Alan Mills, one of the attorneys who represented inmates in the federal lawsuit, said a recent tour of the Elgin facility left him encouraged.

"Hospital care is what's been needed for a long time," said Mills. The two facilities that offer the option for inmates to transition from the hospital to lower-level care at Joliet before returning to prison "will absolutely make a difference."

At the sprawling campus in Joliet, patients with what Hinton calls "tall time" that has kept them behind bars for years, will have a chance to attend classes aimed at helping them cope with their illness and educational courses. Visits to the library are required and a gym will be open for those who have earned recreational time.
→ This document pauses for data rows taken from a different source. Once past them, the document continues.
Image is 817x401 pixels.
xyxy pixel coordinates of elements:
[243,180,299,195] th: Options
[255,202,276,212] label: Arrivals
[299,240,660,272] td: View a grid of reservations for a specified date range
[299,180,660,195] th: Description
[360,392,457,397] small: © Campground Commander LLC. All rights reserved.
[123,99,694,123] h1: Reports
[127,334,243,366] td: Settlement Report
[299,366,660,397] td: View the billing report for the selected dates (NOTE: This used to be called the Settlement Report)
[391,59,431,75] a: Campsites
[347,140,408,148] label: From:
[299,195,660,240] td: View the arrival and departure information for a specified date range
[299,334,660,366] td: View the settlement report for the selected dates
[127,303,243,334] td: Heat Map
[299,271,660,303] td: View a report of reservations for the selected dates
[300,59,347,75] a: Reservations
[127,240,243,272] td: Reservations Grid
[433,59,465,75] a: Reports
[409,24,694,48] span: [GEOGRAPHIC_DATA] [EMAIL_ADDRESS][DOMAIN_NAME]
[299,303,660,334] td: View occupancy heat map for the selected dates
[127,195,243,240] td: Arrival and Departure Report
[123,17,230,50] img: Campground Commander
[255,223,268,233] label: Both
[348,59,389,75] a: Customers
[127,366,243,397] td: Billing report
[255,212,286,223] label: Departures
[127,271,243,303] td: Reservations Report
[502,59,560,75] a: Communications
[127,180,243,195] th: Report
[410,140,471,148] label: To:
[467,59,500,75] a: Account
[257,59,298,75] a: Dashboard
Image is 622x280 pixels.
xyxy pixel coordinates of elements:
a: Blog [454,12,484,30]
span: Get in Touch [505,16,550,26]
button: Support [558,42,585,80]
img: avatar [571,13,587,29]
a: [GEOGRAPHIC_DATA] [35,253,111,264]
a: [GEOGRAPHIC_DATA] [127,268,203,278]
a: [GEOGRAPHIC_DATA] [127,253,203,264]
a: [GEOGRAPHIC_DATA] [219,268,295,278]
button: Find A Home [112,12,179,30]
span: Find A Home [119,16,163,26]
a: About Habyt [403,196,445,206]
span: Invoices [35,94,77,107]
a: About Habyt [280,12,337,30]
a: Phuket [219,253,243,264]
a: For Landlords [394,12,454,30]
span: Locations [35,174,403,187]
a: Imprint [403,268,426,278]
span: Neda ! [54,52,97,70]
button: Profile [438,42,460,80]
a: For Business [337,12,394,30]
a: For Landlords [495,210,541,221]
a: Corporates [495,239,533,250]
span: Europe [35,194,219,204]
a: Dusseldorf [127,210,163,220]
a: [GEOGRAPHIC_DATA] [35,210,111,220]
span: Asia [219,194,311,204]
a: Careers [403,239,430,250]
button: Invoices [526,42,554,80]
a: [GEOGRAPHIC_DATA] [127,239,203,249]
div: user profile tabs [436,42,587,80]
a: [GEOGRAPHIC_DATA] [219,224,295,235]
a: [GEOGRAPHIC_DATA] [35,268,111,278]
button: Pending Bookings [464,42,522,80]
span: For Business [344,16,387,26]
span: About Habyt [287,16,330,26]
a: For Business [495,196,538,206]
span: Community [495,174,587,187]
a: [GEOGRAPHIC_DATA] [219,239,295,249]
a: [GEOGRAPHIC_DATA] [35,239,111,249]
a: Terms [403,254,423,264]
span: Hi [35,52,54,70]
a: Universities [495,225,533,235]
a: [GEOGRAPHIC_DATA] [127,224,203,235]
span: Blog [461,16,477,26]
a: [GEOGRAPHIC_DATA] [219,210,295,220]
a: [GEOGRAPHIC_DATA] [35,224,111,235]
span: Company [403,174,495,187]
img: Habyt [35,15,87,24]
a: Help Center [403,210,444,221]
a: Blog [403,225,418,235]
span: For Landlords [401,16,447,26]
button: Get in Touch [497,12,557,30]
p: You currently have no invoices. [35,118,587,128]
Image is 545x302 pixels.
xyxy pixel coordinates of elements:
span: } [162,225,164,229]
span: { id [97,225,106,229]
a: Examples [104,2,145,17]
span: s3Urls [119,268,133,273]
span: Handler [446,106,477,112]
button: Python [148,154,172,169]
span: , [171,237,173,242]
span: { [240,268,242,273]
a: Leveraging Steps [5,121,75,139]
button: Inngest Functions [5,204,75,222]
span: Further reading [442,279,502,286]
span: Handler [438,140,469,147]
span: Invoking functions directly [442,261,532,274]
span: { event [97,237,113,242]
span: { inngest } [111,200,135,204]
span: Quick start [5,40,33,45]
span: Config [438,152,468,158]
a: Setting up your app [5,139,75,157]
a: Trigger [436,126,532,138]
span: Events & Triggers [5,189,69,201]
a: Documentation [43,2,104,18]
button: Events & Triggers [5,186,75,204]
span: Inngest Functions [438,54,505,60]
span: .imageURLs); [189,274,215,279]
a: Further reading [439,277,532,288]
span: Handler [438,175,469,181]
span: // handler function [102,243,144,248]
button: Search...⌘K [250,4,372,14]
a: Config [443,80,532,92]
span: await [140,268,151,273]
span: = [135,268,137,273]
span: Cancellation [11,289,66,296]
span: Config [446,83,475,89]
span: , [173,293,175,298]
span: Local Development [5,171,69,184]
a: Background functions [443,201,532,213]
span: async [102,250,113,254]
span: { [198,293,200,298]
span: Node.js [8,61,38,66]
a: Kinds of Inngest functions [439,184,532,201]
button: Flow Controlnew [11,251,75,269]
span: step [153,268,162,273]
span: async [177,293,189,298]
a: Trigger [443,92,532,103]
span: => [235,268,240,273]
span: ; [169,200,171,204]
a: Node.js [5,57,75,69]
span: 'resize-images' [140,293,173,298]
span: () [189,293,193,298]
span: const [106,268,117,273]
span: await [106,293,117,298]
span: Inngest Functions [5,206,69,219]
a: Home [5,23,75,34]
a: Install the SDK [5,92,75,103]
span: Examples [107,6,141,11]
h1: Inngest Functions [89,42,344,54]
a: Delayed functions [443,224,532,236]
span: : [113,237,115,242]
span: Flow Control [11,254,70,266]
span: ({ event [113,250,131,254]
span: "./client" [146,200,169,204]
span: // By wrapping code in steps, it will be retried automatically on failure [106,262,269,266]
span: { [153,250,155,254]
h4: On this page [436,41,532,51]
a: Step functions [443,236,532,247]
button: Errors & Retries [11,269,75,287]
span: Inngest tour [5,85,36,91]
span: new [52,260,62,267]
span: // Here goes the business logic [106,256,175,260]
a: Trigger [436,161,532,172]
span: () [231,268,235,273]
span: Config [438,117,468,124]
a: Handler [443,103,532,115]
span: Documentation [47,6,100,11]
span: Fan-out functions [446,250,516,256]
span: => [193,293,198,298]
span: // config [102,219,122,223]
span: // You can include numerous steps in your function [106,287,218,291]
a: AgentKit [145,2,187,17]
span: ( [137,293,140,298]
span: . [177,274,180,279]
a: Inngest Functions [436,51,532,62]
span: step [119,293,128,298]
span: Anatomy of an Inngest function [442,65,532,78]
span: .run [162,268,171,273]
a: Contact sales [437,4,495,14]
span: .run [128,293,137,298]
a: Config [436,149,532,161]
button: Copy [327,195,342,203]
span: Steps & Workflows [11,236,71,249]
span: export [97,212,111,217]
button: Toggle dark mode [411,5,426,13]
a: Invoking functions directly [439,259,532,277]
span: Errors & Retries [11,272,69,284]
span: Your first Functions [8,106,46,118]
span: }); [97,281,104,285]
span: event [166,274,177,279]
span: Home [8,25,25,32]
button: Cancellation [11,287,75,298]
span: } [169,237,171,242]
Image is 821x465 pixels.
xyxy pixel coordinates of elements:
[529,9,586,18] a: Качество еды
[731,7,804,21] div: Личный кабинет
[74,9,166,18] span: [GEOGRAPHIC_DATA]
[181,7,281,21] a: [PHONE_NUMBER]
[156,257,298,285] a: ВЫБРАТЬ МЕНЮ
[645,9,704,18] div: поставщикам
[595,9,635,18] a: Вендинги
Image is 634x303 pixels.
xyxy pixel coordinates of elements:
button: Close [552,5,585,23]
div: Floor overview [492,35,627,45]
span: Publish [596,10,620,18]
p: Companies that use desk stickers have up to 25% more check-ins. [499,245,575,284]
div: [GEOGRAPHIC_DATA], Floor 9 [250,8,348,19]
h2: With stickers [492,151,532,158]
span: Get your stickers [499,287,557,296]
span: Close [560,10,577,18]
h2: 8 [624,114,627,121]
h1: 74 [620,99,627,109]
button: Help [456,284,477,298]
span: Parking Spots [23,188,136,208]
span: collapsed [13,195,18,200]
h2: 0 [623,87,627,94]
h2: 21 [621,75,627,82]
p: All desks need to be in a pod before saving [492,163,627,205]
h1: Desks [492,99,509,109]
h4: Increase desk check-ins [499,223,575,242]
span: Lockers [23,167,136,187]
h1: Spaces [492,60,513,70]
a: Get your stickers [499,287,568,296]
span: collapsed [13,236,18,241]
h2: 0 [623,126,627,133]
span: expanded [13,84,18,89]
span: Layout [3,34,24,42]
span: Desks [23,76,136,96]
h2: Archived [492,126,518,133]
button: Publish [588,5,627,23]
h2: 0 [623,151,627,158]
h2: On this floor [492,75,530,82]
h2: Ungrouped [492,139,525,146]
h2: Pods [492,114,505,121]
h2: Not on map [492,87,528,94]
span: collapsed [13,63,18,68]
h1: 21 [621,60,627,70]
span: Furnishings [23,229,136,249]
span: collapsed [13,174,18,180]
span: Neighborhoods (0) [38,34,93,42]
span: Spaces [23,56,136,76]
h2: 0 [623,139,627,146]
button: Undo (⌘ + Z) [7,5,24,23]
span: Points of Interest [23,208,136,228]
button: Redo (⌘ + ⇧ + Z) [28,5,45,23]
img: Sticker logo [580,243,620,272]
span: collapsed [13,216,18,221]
Two Behavioral Management Units will house about 100 patients with the greatest mental health needs. The compact, secured rooms that house new arrivals come with few privileges. Rooms with space for personal belongings and the chance to move within the self-contained unit come with improved behavior.

"You move down the hall with the goal to move out" to a less restrictive housing area, said Hinton.

Units located across the campus will house an additional 322 patients who also will receive less intensive care.

Andrea Tack, a clinical social worker who worked as superintendent of the Winnebago County jail before she was hired as warden at Joliet, said helping residents make the transition to life in prison is part of the treatment plan. In some cases, improved behaviors may result in a reclassification to a lower security facility.

Joliet will employ 60 mental health staff and 296 security staff.

The team known as "correctional treatment officers" that will provide security for Joliet and Elgin have received mental health training that qualifies them to be part of the treatment team, said Hinton.

The opening of the Elgin center and Joliet's treatment unit will provide the state with valuable data, said Hinton, to determine the effectiveness of the new model of mental health care. In the case of Elgin, the state will be looking ahead for a permanent solution to its need for hospital-level care when its agreement to use the 44 beds at the mental health center ends.